Well clearly it is only affecting certain address bits - or the
diagnostic would not run at all - note that it is starting at 01000,
 so that points to the memory, rather than the processor or bus, at
least as a first approximation.  No guarantees, but I'd sure start with
that as a working theory.

Another sign: this is right at the boundary between two rows.

If you can't find a schematic, you can use the address to identify the
address lines on the bus (See Table 3, page 1-5), and trace them on the
board to find the relevant row of chips.  Then use the bits the same way
to identify the specific chips.

If the chips are in sockets, you could always pull them one at a time to
find the relevant place in the array, as well.

I expect this is not the issue, but, one has to ask these things, just
in case.  Did this memory work before? I ask because this is the 19th
bit.
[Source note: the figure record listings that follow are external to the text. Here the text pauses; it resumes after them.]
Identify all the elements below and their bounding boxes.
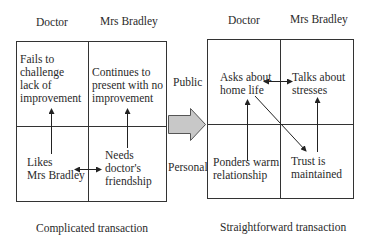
right-cell-personal-doctor: Ponders warm relationship bbox=[213, 156, 279, 182]
left-cell-personal-doctor: Likes Mrs Bradley bbox=[27, 156, 85, 182]
text-line: improvement bbox=[20, 92, 81, 105]
text-line: home life bbox=[220, 84, 271, 97]
text-line: present with no bbox=[92, 79, 163, 92]
text-line: stresses bbox=[292, 84, 345, 97]
text-line: relationship bbox=[213, 169, 279, 182]
text-line: Trust is bbox=[291, 155, 342, 168]
right-header-doctor: Doctor bbox=[228, 14, 260, 26]
left-caption: Complicated transaction bbox=[36, 222, 148, 234]
text-line: challenge bbox=[20, 66, 81, 79]
right-cell-personal-patient: Trust is maintained bbox=[291, 155, 342, 181]
right-cell-public-patient: Talks about stresses bbox=[292, 71, 345, 97]
text-line: improvement bbox=[92, 92, 163, 105]
text-line: maintained bbox=[291, 168, 342, 181]
transition-arrow-icon bbox=[169, 109, 206, 141]
diagram-lines bbox=[0, 0, 372, 236]
text-line: Likes bbox=[27, 156, 85, 169]
text-line: Ponders warm bbox=[213, 156, 279, 169]
text-line: Fails to bbox=[20, 53, 81, 66]
text-line: friendship bbox=[105, 175, 152, 188]
left-cell-public-doctor: Fails to challenge lack of improvement bbox=[20, 53, 81, 105]
text-line: doctor's bbox=[105, 162, 152, 175]
row-label-personal: Personal bbox=[168, 161, 208, 173]
right-caption: Straightforward transaction bbox=[220, 221, 346, 233]
row-label-public: Public bbox=[173, 76, 202, 88]
text-line: Talks about bbox=[292, 71, 345, 84]
left-header-patient: Mrs Bradley bbox=[100, 15, 158, 27]
text-line: Continues to bbox=[92, 66, 163, 79]
text-line: Asks about bbox=[220, 71, 271, 84]
text-line: lack of bbox=[20, 79, 81, 92]
right-cell-public-doctor: Asks about home life bbox=[220, 71, 271, 97]
left-cell-public-patient: Continues to present with no improvement bbox=[92, 66, 163, 105]
text-line: Mrs Bradley bbox=[27, 169, 85, 182]
text-line: Needs bbox=[105, 149, 152, 162]
left-header-doctor: Doctor bbox=[36, 16, 68, 28]
right-header-patient: Mrs Bradley bbox=[290, 13, 348, 25]
left-cell-personal-patient: Needs doctor's friendship bbox=[105, 149, 152, 188]
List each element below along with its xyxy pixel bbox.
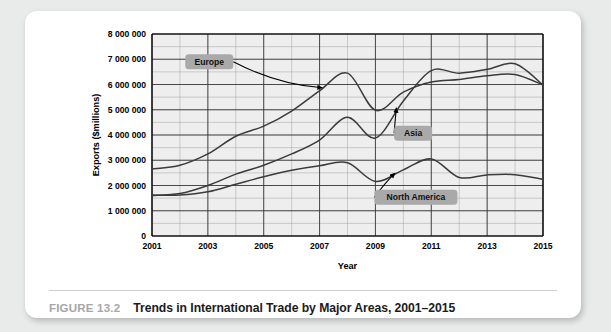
x-tick-label: 2011 [422, 241, 441, 251]
y-tick-label: 6 000 000 [108, 80, 146, 90]
figure-number: FIGURE 13.2 [49, 302, 120, 314]
chart-container: 01 000 0002 000 0003 000 0004 000 0005 0… [25, 11, 581, 281]
x-tick-label: 2013 [478, 241, 497, 251]
figure-card: 01 000 0002 000 0003 000 0004 000 0005 0… [25, 11, 581, 318]
callout-label-text: Europe [194, 57, 224, 67]
y-axis-title-text: Exports ($millions) [91, 94, 101, 177]
x-tick-label: 2005 [254, 241, 273, 251]
callout-label-text: North America [386, 192, 445, 202]
x-tick-label: 2015 [533, 241, 552, 251]
x-axis-title: Year [338, 261, 358, 271]
y-tick-label: 8 000 000 [108, 29, 146, 39]
y-tick-label: 1 000 000 [108, 206, 146, 216]
y-tick-label: 4 000 000 [108, 130, 146, 140]
x-tick-label: 2009 [366, 241, 385, 251]
y-tick-label: 0 [141, 231, 146, 241]
y-axis-title: Exports ($millions) [91, 94, 101, 177]
y-tick-label: 2 000 000 [108, 181, 146, 191]
y-tick-label: 7 000 000 [108, 54, 146, 64]
x-tick-label: 2007 [310, 241, 329, 251]
figure-caption: FIGURE 13.2 Trends in International Trad… [49, 299, 563, 317]
x-axis-tick-labels: 20012003200520072009201120132015 [142, 241, 552, 251]
x-axis-title-text: Year [338, 261, 358, 271]
y-axis-tick-labels: 01 000 0002 000 0003 000 0004 000 0005 0… [108, 29, 146, 241]
y-tick-label: 3 000 000 [108, 155, 146, 165]
callout-label-text: Asia [404, 128, 422, 138]
x-tick-label: 2003 [198, 241, 217, 251]
y-tick-label: 5 000 000 [108, 105, 146, 115]
trends-line-chart: 01 000 0002 000 0003 000 0004 000 0005 0… [25, 11, 581, 281]
caption-divider [49, 290, 557, 291]
figure-title: Trends in International Trade by Major A… [133, 301, 455, 315]
x-tick-label: 2001 [142, 241, 161, 251]
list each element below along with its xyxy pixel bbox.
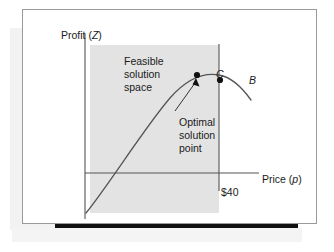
figure-shadow-bottom (55, 224, 298, 228)
feasible-solution-space-label: Feasible solution space (124, 55, 164, 93)
point-c-marker (194, 72, 200, 78)
y-axis-label: Profit (Z) (61, 29, 102, 42)
price-tick-label: $40 (221, 186, 239, 199)
y-axis-label-prefix: Profit ( (61, 29, 92, 41)
figure-panel: Profit (Z) Price (p) Feasible solution s… (22, 9, 317, 224)
x-axis-label-suffix: ) (298, 173, 302, 185)
point-c-label: C (216, 68, 224, 81)
figure-container: Profit (Z) Price (p) Feasible solution s… (0, 0, 334, 252)
x-axis-label: Price (p) (262, 173, 302, 186)
point-b-label: B (249, 74, 256, 87)
y-axis-label-suffix: ) (98, 29, 102, 41)
optimal-solution-point-label: Optimal solution point (179, 116, 215, 154)
figure-shadow-wash-bottom (12, 228, 302, 242)
profit-curve-plot (23, 10, 316, 223)
x-axis-label-prefix: Price ( (262, 173, 292, 185)
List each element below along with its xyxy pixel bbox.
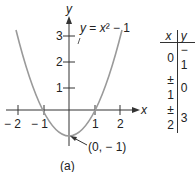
vertex-label: (0, − 1): [88, 141, 126, 153]
x-tick-2: 2: [117, 118, 124, 130]
x-tick-neg2: − 2: [4, 118, 21, 130]
x-tick-neg1: − 1: [31, 118, 48, 130]
table-header-x: x: [160, 30, 177, 43]
table-row: ± 1 0: [160, 73, 195, 103]
y-axis-label: y: [66, 3, 72, 15]
values-table: x y 0 − 1 ± 1 0 ± 2 3: [160, 30, 195, 133]
vertex-arrow-icon: [70, 136, 77, 141]
y-tick-2: 2: [56, 56, 63, 68]
x-tick-1: 1: [92, 118, 99, 130]
y-tick-1: 1: [56, 82, 63, 94]
x-axis-label: x: [141, 104, 147, 116]
table-header-y: y: [177, 30, 195, 43]
y-tick-3: 3: [56, 30, 63, 42]
equation-label: y = x² − 1: [80, 22, 130, 34]
figure-caption: (a): [60, 160, 75, 172]
table-row: 0 − 1: [160, 43, 195, 74]
y-axis-arrow-icon: [66, 16, 72, 24]
x-axis-arrow-icon: [132, 107, 140, 113]
table-row: ± 2 3: [160, 103, 195, 133]
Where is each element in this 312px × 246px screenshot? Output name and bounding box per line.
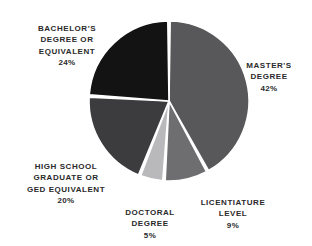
pie-chart-svg	[0, 0, 312, 246]
pie-chart: BACHELOR'S DEGREE OR EQUIVALENT 24% MAST…	[0, 0, 312, 246]
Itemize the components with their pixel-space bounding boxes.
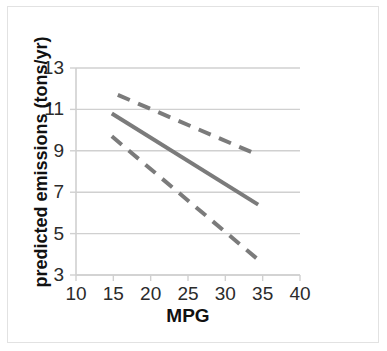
series-line-2 xyxy=(112,136,257,258)
y-axis-title: predicted emissions (tons/yr) xyxy=(31,38,52,288)
gridlines xyxy=(76,68,300,275)
x-tick-label-25: 25 xyxy=(168,284,208,303)
y-tick-marks xyxy=(70,68,76,275)
x-tick-label-40: 40 xyxy=(280,284,320,303)
x-axis-title: MPG xyxy=(76,305,300,327)
series-line-0 xyxy=(112,114,258,205)
chart-figure: 35791113 10152025303540 MPG predicted em… xyxy=(0,0,387,351)
axis-lines xyxy=(76,68,300,275)
x-tick-marks xyxy=(76,275,300,281)
x-tick-label-30: 30 xyxy=(205,284,245,303)
x-tick-label-10: 10 xyxy=(56,284,96,303)
series-line-1 xyxy=(118,95,258,155)
x-tick-label-20: 20 xyxy=(131,284,171,303)
x-tick-label-35: 35 xyxy=(243,284,283,303)
x-tick-label-15: 15 xyxy=(93,284,133,303)
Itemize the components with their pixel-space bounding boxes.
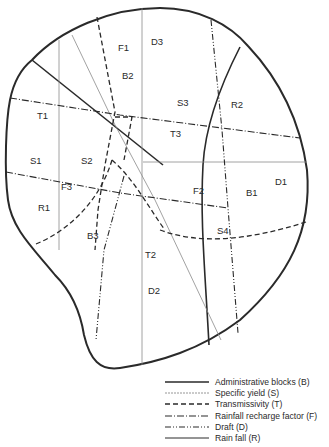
zone-label-t2: T2 bbox=[145, 249, 156, 260]
legend-label: Specific yield (S) bbox=[215, 388, 279, 398]
zone-label-d3: D3 bbox=[151, 36, 163, 47]
admin-block-lines bbox=[32, 47, 240, 345]
zone-label-s1: S1 bbox=[30, 155, 42, 166]
zone-label-t3: T3 bbox=[170, 128, 181, 139]
zone-label-t1: T1 bbox=[37, 110, 48, 121]
zone-label-f2: F2 bbox=[193, 185, 204, 196]
zone-label-b1: B1 bbox=[246, 187, 258, 198]
legend-item-rainfall-recharge: Rainfall recharge factor (F) bbox=[165, 410, 329, 421]
dotted-thin-line-icon bbox=[165, 390, 209, 396]
zone-label-b2: B2 bbox=[122, 70, 134, 81]
legend-label: Rainfall recharge factor (F) bbox=[215, 411, 317, 421]
legend-item-draft: Draft (D) bbox=[165, 421, 329, 432]
legend-label: Rain fall (R) bbox=[215, 433, 260, 443]
zone-label-s4: S4 bbox=[217, 225, 229, 236]
zone-label-r1: R1 bbox=[38, 202, 50, 213]
zone-label-s2: S2 bbox=[81, 155, 93, 166]
legend-label: Transmissivity (T) bbox=[215, 399, 282, 409]
legend-item-rain-fall: Rain fall (R) bbox=[165, 432, 329, 443]
area-boundary bbox=[6, 8, 308, 368]
zone-label-f3: F3 bbox=[61, 181, 72, 192]
dash-dot-line-icon bbox=[165, 413, 209, 419]
legend-item-transmissivity: Transmissivity (T) bbox=[165, 399, 329, 410]
dashed-line-icon bbox=[165, 401, 209, 407]
legend-label: Administrative blocks (B) bbox=[215, 377, 310, 387]
zone-label-r2: R2 bbox=[231, 99, 243, 110]
zone-label-s3: S3 bbox=[177, 97, 189, 108]
legend-label: Draft (D) bbox=[215, 422, 248, 432]
legend: Administrative blocks (B) Specific yield… bbox=[165, 376, 329, 444]
zone-label-d2: D2 bbox=[148, 285, 160, 296]
zone-label-b3: B3 bbox=[87, 230, 99, 241]
solid-thick-line-icon bbox=[165, 379, 209, 385]
dash-dot-dot-line-icon bbox=[165, 424, 209, 430]
solid-thin-line-icon bbox=[165, 435, 209, 441]
zone-label-f1: F1 bbox=[118, 42, 129, 53]
legend-item-admin-blocks: Administrative blocks (B) bbox=[165, 376, 329, 387]
legend-item-specific-yield: Specific yield (S) bbox=[165, 387, 329, 398]
specific-yield-lines bbox=[59, 8, 307, 365]
zone-label-d1: D1 bbox=[275, 176, 287, 187]
draft-lines bbox=[96, 20, 238, 340]
zone-labels: F1 D3 B2 S3 R2 T1 T3 S1 S2 F3 F2 B1 D1 R… bbox=[30, 36, 287, 296]
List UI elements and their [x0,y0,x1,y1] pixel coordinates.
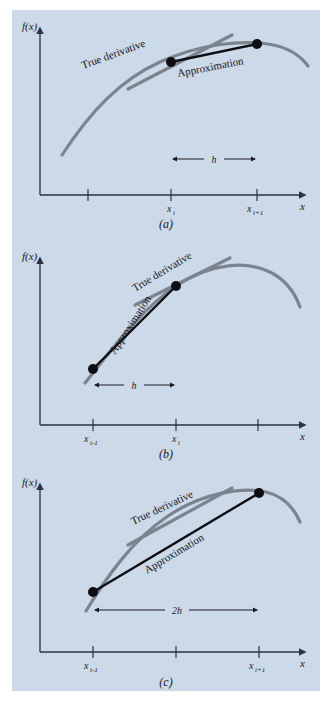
panel-b-h-span: h [95,377,174,393]
panel-a-xtick-base-0: x [166,203,172,214]
panel-b-point-xim1 [88,364,98,374]
panel-a-h-span: h [173,151,255,167]
panel-c-point-xim1 [88,587,98,597]
panel-a-xtick-label-xi: x i [166,203,175,217]
panel-c-xtick-base-0: x [83,660,89,671]
panel-c-approximation-label: Approximation [142,531,206,576]
panel-b-xtick-label-xi: x i [171,433,180,447]
panel-b-xtick-base-0: x [83,433,89,444]
panel-a-xtick-base-1: x [246,203,252,214]
panel-b-x-axis-label: x [299,430,305,442]
panel-a-point-xi [166,57,176,67]
panel-c-point-xi1 [254,488,264,498]
panel-b-approximation-label: Approximation [107,293,154,356]
panel-c-caption: (c) [159,675,172,689]
panel-a: h f(x) x True derivative Approximation x… [0,0,331,712]
panel-c-xtick-sub-1: i+1 [255,666,265,674]
panel-a-axes [40,28,305,201]
panel-c-approximation-line [93,493,259,592]
panel-a-y-axis-label: f(x) [22,20,38,33]
panel-c-y-axis-label: f(x) [22,476,38,489]
panel-c-axes [40,484,305,658]
panel-b-function-curve [85,265,300,383]
panel-b-xtick-label-xim1: x i-1 [83,433,98,447]
panel-c-xtick-label-xim1: x i-1 [83,660,98,674]
panel-b-xtick-sub-0: i-1 [90,439,98,447]
panel-a-true-derivative-label: True derivative [80,37,147,71]
panel-c-h-label: 2h [172,605,182,616]
panel-a-h-label: h [212,154,217,165]
panel-a-xtick-sub-0: i [173,209,175,217]
panel-c-xtick-sub-0: i-1 [90,666,98,674]
panel-b-y-axis-label: f(x) [22,250,38,263]
panel-c-xtick-label-xi1: x i+1 [248,660,265,674]
panel-a-xtick-sub-1: i+1 [253,209,263,217]
panel-c-h-span: 2h [95,601,257,618]
panel-c-x-axis-label: x [299,657,305,669]
panel-b-xtick-base-1: x [171,433,177,444]
panel-a-x-axis-label: x [299,200,305,212]
panel-b-point-xi [171,281,181,291]
panel-b-h-label: h [132,380,137,391]
panel-a-xtick-label-xi1: x i+1 [246,203,263,217]
panel-b-true-derivative-label: True derivative [130,249,194,294]
panel-b-xtick-sub-1: i [178,439,180,447]
panel-a-point-xi1 [252,39,262,49]
panel-a-caption: (a) [159,217,173,231]
figure-root: h f(x) x True derivative Approximation x… [0,0,331,712]
panel-b-caption: (b) [159,447,173,461]
panel-c-xtick-base-1: x [248,660,254,671]
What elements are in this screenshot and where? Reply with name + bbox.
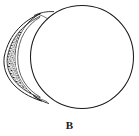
figure-panel: B xyxy=(0,0,139,136)
artifact-line-drawing xyxy=(0,0,139,136)
crescent-bottom-tip xyxy=(34,96,50,104)
figure-caption-label: B xyxy=(0,119,139,132)
main-circle-outline xyxy=(31,6,134,109)
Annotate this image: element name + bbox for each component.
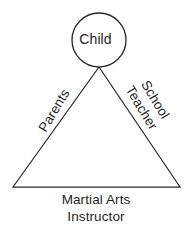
child-node-label-text: Child [79,31,111,47]
child-node-label: Child [0,31,192,47]
martial-arts-instructor-label: Martial Arts Instructor [0,192,192,225]
diagram-canvas: Child Parents School Teacher Martial Art… [0,0,192,240]
martial-arts-instructor-label-line-2: Instructor [0,209,192,226]
martial-arts-instructor-label-line-1: Martial Arts [0,192,192,209]
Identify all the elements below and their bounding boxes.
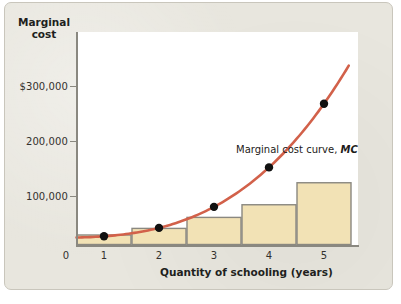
data-point-3 [210,203,218,211]
curve-annotation-italic: MC [341,144,358,155]
y-tick-mark-0 [70,86,77,87]
curve-annotation-text: Marginal cost curve, [236,144,341,155]
data-point-4 [265,163,273,171]
x-tick-label-4: 4 [266,250,272,261]
y-axis-line [76,32,78,247]
bar-4 [242,205,296,245]
x-tick-label-2: 2 [156,250,162,261]
x-axis-line [76,245,359,247]
y-tick-label-0: $300,000 [19,81,68,92]
data-point-1 [100,232,108,240]
data-point-2 [155,224,163,232]
y-tick-mark-1 [70,141,77,142]
data-point-5 [320,100,328,108]
y-tick-mark-2 [70,196,77,197]
x-tick-label-1: 1 [101,250,107,261]
x-tick-label-0: 0 [63,250,69,261]
y-axis-title-line-2: cost [16,28,72,40]
bar-3 [187,217,241,244]
y-tick-label-1: 200,000 [26,136,68,147]
bar-5 [297,183,351,245]
x-axis-title: Quantity of schooling (years) [160,266,333,278]
y-axis-title: Marginal cost [16,16,72,40]
y-axis-title-line-1: Marginal [16,16,72,28]
curve-annotation-label: Marginal cost curve, MC [236,144,358,155]
x-tick-label-5: 5 [321,250,327,261]
y-tick-label-2: 100,000 [26,191,68,202]
x-tick-label-3: 3 [211,250,217,261]
figure-container: $300,000200,000100,000 012345 Marginal c… [0,0,401,304]
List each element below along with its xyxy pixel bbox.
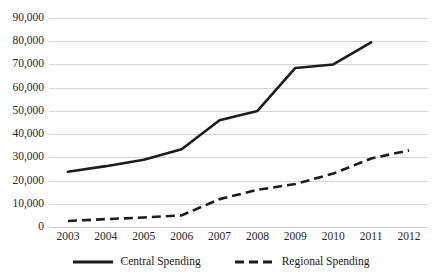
x-axis-tick-label: 2008	[246, 231, 269, 243]
y-axis-tick-label: 60,000	[0, 82, 44, 94]
series-line-central-spending	[68, 42, 371, 171]
line-chart: 90,00080,00070,00060,00050,00040,00030,0…	[0, 0, 443, 279]
x-axis-tick-label: 2006	[170, 231, 193, 243]
legend-label-central-spending: Central Spending	[120, 256, 200, 268]
x-axis-tick-label: 2011	[360, 231, 383, 243]
y-axis-tick-label: 50,000	[0, 105, 44, 117]
x-axis-tick-label: 2009	[284, 231, 307, 243]
y-axis-tick-label: 10,000	[0, 198, 44, 210]
legend-item-regional-spending: Regional Spending	[235, 256, 370, 268]
series-layer	[49, 18, 428, 227]
x-axis-tick-label: 2012	[398, 231, 421, 243]
legend-swatch-dashed-icon	[235, 257, 275, 267]
y-axis-tick-label: 70,000	[0, 59, 44, 71]
series-line-regional-spending	[68, 150, 409, 221]
x-axis-tick-label: 2004	[94, 231, 117, 243]
y-axis-tick-label: 20,000	[0, 175, 44, 187]
y-axis-tick-label: 80,000	[0, 35, 44, 47]
y-axis-tick-label: 90,000	[0, 12, 44, 24]
plot-area	[49, 18, 428, 227]
legend-label-regional-spending: Regional Spending	[282, 256, 370, 268]
gridline	[49, 227, 428, 228]
y-axis-tick-label: 40,000	[0, 128, 44, 140]
y-axis-tick-label: 0	[0, 221, 44, 233]
chart-legend: Central Spending Regional Spending	[0, 256, 443, 268]
legend-item-central-spending: Central Spending	[73, 256, 200, 268]
legend-swatch-solid-icon	[73, 257, 113, 267]
x-axis-tick-label: 2005	[132, 231, 155, 243]
x-axis-tick-label: 2010	[322, 231, 345, 243]
x-axis-tick-label: 2007	[208, 231, 231, 243]
y-axis-tick-label: 30,000	[0, 152, 44, 164]
x-axis-tick-labels: 2003200420052006200720082009201020112012	[49, 231, 428, 249]
x-axis-tick-label: 2003	[56, 231, 79, 243]
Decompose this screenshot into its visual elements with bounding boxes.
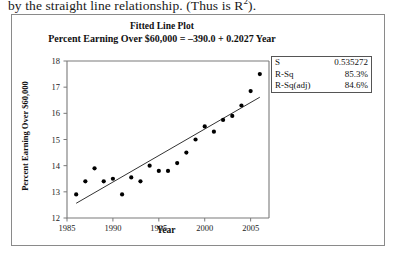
document-text-fragment: by the straight line relationship. (Thus…	[8, 0, 243, 13]
y-tick-label: 16	[42, 109, 60, 117]
y-tick-label: 15	[42, 136, 60, 144]
document-body-text: by the straight line relationship. (Thus…	[8, 0, 388, 14]
y-tick-label: 12	[42, 214, 60, 222]
data-point-group	[74, 72, 262, 197]
data-point	[258, 72, 262, 76]
data-point	[102, 179, 106, 183]
data-point	[203, 124, 207, 128]
x-tick-label: 2005	[234, 224, 268, 232]
data-point	[138, 179, 142, 183]
data-point	[239, 103, 243, 107]
y-tick-label: 18	[42, 57, 60, 65]
data-point	[230, 114, 234, 118]
data-point	[193, 137, 197, 141]
data-point	[74, 192, 78, 196]
data-point	[221, 118, 225, 122]
axis-lines	[67, 61, 269, 218]
plot-area: Percent Earning Over $60,000 Year 121314…	[12, 15, 386, 247]
figure-container: Fitted Line Plot Percent Earning Over $6…	[11, 14, 385, 246]
data-point	[249, 89, 253, 93]
data-point	[148, 164, 152, 168]
data-point	[157, 169, 161, 173]
y-tick-label: 14	[42, 162, 60, 170]
data-point	[83, 179, 87, 183]
x-tick-label: 1995	[142, 224, 176, 232]
data-point	[175, 161, 179, 165]
data-point	[212, 130, 216, 134]
x-tick-label: 2000	[188, 224, 222, 232]
data-point	[129, 175, 133, 179]
data-point	[120, 192, 124, 196]
scatter-plot-svg	[12, 15, 386, 247]
x-tick-label: 1985	[50, 224, 84, 232]
y-tick-label: 17	[42, 83, 60, 91]
x-tick-label: 1990	[96, 224, 130, 232]
regression-fit-line	[76, 97, 260, 203]
y-tick-label: 13	[42, 188, 60, 196]
document-text-tail: ).	[248, 0, 256, 13]
data-point	[166, 169, 170, 173]
data-point	[184, 150, 188, 154]
data-point	[92, 166, 96, 170]
data-point	[111, 177, 115, 181]
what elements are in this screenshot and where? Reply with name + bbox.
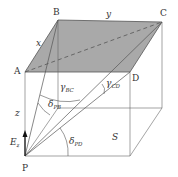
label-d: D [132, 73, 139, 83]
label-s: S [112, 132, 118, 142]
label-b: B [53, 7, 60, 17]
arc-delta-pd [60, 128, 68, 156]
label-z: z [14, 108, 20, 118]
label-p: P [22, 163, 28, 173]
gamma-bc-sub: BC [64, 87, 74, 93]
svg-text:Ez: Ez [9, 137, 20, 148]
bottom-right-edge [130, 108, 162, 156]
ez-sub: z [16, 142, 20, 148]
svg-text:δPB: δPB [48, 99, 61, 110]
delta-pd-sub: PD [73, 141, 83, 147]
svg-text:δPD: δPD [69, 136, 83, 147]
label-a: A [13, 66, 21, 76]
label-c: C [160, 8, 167, 18]
geometry-diagram: B C A D P y x z S γBC γCD δPB δPD Ez [0, 0, 178, 177]
label-x: x [36, 38, 41, 48]
delta-pb-sub: PB [52, 104, 61, 110]
ez-arrow-head-icon [23, 130, 28, 137]
gamma-cd-sub: CD [111, 83, 120, 89]
label-y: y [105, 9, 112, 19]
svg-text:γBC: γBC [60, 82, 75, 93]
bottom-left-edge [25, 108, 58, 156]
arc-gamma-bc [40, 95, 80, 102]
arc-gamma-cd [102, 84, 105, 94]
svg-text:γCD: γCD [106, 78, 121, 89]
ray-pb [25, 20, 58, 156]
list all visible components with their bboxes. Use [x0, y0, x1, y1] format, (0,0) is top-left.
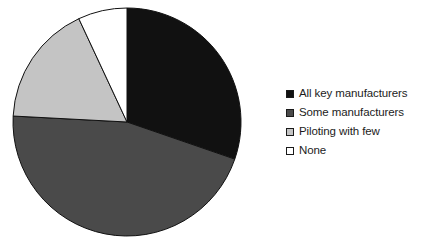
pie-slice-group — [13, 8, 241, 236]
legend-item-piloting-with-few[interactable]: Piloting with few — [286, 122, 433, 141]
pie-chart-figure: All key manufacturers Some manufacturers… — [0, 0, 433, 245]
legend-swatch-white — [286, 147, 294, 155]
legend-label-none: None — [299, 144, 326, 157]
legend-item-all-key-manufacturers[interactable]: All key manufacturers — [286, 84, 433, 103]
chart-legend: All key manufacturers Some manufacturers… — [286, 84, 433, 160]
legend-swatch-dark-gray — [286, 109, 294, 117]
legend-item-some-manufacturers[interactable]: Some manufacturers — [286, 103, 433, 122]
legend-label-piloting-with-few: Piloting with few — [299, 125, 380, 138]
legend-label-some-manufacturers: Some manufacturers — [299, 106, 404, 119]
legend-item-none[interactable]: None — [286, 141, 433, 160]
legend-swatch-black — [286, 90, 294, 98]
legend-label-all-key-manufacturers: All key manufacturers — [299, 87, 407, 100]
legend-swatch-light-gray — [286, 128, 294, 136]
If the backplane is a Q18 backplane, that might be a problem?
Along those same lines, make sure that jumper P07 is positioned
correctly for a 22 bit address, and that P05 and P06 are set correctly
for the memory size.

Are you seeing the parity error light when this occurs?

Anyway, once the relevant chip(s) are identified, if they are in sockets
you can swap them with other bits or the same bits in other rows to
confirm.  Otherwise you get to unsolder the suspects, and put in new ones.

JRJ


Re: pdp11/04 : the pics....

2016-02-13 Thread Pete Lancashire
Clicking on the link gets me: Sorry, the page you are looking for is not
found.

cut/patse and trying as a fto server times out



On Fri, Feb 12, 2016 at 12:33 PM, Jay West  wrote:

> No, the "pride of the collection" must be the HP calculator on top ;)
>
> J
>
>
>
>


Re: Stuck bits on 11/73 Clearpoint 4MB memory - how to repair?

2016-02-13 Thread Glen Slick
On Fri, Feb 12, 2016 at 3:32 PM, Jacob Ritorto  wrote:
> Hi,
> Seems I have bits 4 and 3 sticking on my Clearpoint QRAM-2-SAB-1 88b
> 4MB memory in my pdp11/73.
>
> Can anyone offer hints as to how to identify which component is broken
> and how to go about repairing this?

Are the 256Kx1 DRAM chips in sockets? If they are it shouldn't be too
hard to come up with a scheme for exchanging some of the DRAM chips to
see if the stuck bits move and then work out which chip positions map
to which bits and then which DRAM chips need to be replaced.